SUMMARY: Infernal builds probabilistic profiles of the sequence and secondary structure of an RNA family called covariance models (CMs) from structurally annotated multiple sequence alignments given as input. Infernal uses CMs to search for new family members in sequence databases and to create potentially large multiple sequence alignments. Version 1.1 of Infernal introduces a new filter pipeline for RNA homology search based on accelerated profile hidden Markov model (HMM) methods and HMM-banded CM alignment methods. This enables \~{}100-fold acceleration over the previous version and \~{}10 000-fold acceleration over exhaustive non-filtered CM searches. AVAILABILITY: Source code, documentation and the benchmark are downloadable from http://infernal.janelia.org. Infernal is freely licensed under the GNU GPLv3 and should be portable to any POSIX-compliant operating system, including Linux and Mac OS/X. Documentation includes a user’s guide with a tutorial, a discussion of file formats and user options and additional details on methods implemented in the software. CONTACT: nawrockie@janelia.hhmi.org.

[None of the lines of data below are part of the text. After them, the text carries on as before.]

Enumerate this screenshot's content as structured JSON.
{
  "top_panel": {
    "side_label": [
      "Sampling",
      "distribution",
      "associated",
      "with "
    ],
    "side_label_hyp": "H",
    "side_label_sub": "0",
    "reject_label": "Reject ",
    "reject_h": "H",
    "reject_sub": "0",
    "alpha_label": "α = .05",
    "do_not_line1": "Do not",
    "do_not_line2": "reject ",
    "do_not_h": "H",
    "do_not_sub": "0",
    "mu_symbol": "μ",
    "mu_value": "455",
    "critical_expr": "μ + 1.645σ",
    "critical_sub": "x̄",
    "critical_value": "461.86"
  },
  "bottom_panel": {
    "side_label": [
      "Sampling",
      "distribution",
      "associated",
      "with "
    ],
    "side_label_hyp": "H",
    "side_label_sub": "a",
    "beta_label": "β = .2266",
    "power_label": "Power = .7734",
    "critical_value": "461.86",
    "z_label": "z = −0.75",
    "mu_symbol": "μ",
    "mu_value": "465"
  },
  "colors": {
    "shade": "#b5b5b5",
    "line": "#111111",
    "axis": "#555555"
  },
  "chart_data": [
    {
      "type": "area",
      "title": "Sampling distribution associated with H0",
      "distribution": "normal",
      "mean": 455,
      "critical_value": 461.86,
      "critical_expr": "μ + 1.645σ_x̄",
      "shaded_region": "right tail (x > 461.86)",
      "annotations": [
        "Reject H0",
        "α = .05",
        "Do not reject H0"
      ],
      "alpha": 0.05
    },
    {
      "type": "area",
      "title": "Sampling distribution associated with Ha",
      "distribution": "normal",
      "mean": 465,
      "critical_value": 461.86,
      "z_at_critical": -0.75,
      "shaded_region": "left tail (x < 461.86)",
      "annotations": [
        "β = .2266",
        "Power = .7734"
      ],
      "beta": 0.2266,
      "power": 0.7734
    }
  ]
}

In vivo imaging applications typically require carefully balancing conflicting parameters. Often it is necessary to achieve high imaging speed, low photo-bleaching, and photo-toxicity, good three-dimensional resolution, high signal-to-noise ratio, and excellent physical coverage at the same time. Light-sheet microscopy provides good performance in all of these categories, and is thus emerging as a particularly powerful live imaging method for the life sciences. We see an outstanding potential for applying light-sheet microscopy to the study of development and function of the early nervous system in vertebrates and higher invertebrates. Here, we review state-of-the-art approaches to live imaging of early development, and show how the unique capabilities of light-sheet microscopy can further advance our understanding of the development and function of the nervous system. We discuss key considerations in the design of light-sheet microscopy experiments, including sample preparation and fluorescent marker strategies, and provide an outlook for future directions in the field.
The avoidance of light by fly larvae is a classic paradigm for sensorimotor behavior. Here, we use behavioral assays and video microscopy to quantify the sensorimotor structure of phototaxis using the Drosophila larva. Larval locomotion is composed of sequences of runs (periods of forward movement) that are interrupted by abrupt turns, during which the larva pauses and sweeps its head back and forth, probing local light information to determine the direction of the successive run. All phototactic responses are mediated by the same set of sensorimotor transformations that require temporal processing of sensory inputs. Through functional imaging and genetic inactivation of specific neurons downstream of the sensory periphery, we have begun to map these sensorimotor circuits into the larval central brain. We find that specific sensorimotor pathways that govern distinct light-evoked responses begin to segregate at the first relay after the photosensory neurons.